- [THE TASK]
Would you count the lines in the entries below that contain "Where"? Reply with the number only.

- [SOURCE MATERIAL]
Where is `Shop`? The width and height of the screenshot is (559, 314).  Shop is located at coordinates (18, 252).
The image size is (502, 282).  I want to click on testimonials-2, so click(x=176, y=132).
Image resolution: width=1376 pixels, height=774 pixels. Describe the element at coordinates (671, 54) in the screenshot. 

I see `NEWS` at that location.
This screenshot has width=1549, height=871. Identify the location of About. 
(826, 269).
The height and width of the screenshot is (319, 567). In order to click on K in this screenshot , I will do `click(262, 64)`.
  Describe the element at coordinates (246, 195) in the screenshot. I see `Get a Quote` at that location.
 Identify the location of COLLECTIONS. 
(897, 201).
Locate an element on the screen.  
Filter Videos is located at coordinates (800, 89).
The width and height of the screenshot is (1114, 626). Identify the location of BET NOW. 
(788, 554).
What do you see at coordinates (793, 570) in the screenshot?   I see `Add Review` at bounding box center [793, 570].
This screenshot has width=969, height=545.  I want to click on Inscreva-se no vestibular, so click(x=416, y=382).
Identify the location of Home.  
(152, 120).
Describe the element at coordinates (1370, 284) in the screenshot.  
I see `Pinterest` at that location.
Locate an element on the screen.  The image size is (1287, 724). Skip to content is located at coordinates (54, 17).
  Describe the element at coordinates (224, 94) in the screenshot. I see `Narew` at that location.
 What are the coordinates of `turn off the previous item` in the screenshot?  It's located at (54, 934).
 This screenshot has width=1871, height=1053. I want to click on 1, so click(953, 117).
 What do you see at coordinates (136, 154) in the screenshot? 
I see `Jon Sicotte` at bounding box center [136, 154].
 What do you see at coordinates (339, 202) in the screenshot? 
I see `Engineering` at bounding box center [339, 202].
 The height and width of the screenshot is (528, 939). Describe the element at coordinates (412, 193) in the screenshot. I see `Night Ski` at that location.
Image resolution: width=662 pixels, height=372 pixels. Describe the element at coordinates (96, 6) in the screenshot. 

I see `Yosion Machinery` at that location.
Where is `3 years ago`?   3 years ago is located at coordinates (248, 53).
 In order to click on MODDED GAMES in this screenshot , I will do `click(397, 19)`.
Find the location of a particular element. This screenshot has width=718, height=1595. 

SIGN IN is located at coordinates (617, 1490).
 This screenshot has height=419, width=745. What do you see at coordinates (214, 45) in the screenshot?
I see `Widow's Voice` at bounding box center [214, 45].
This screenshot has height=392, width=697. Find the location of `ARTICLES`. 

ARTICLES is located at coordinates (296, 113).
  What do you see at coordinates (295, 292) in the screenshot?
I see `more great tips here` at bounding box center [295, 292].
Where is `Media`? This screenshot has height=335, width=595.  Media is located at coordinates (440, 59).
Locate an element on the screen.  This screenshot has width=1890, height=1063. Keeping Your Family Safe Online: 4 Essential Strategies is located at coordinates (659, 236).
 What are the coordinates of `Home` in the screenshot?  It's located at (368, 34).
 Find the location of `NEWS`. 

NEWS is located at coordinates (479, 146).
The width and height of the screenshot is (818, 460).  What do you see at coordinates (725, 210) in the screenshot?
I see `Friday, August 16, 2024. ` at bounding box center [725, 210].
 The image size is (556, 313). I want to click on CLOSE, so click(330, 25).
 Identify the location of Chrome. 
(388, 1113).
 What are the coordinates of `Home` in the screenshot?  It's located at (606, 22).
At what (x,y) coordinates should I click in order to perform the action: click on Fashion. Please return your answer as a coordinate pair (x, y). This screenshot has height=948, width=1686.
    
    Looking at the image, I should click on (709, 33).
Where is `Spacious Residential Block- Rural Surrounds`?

- [PROBLEM SOLUTION]
4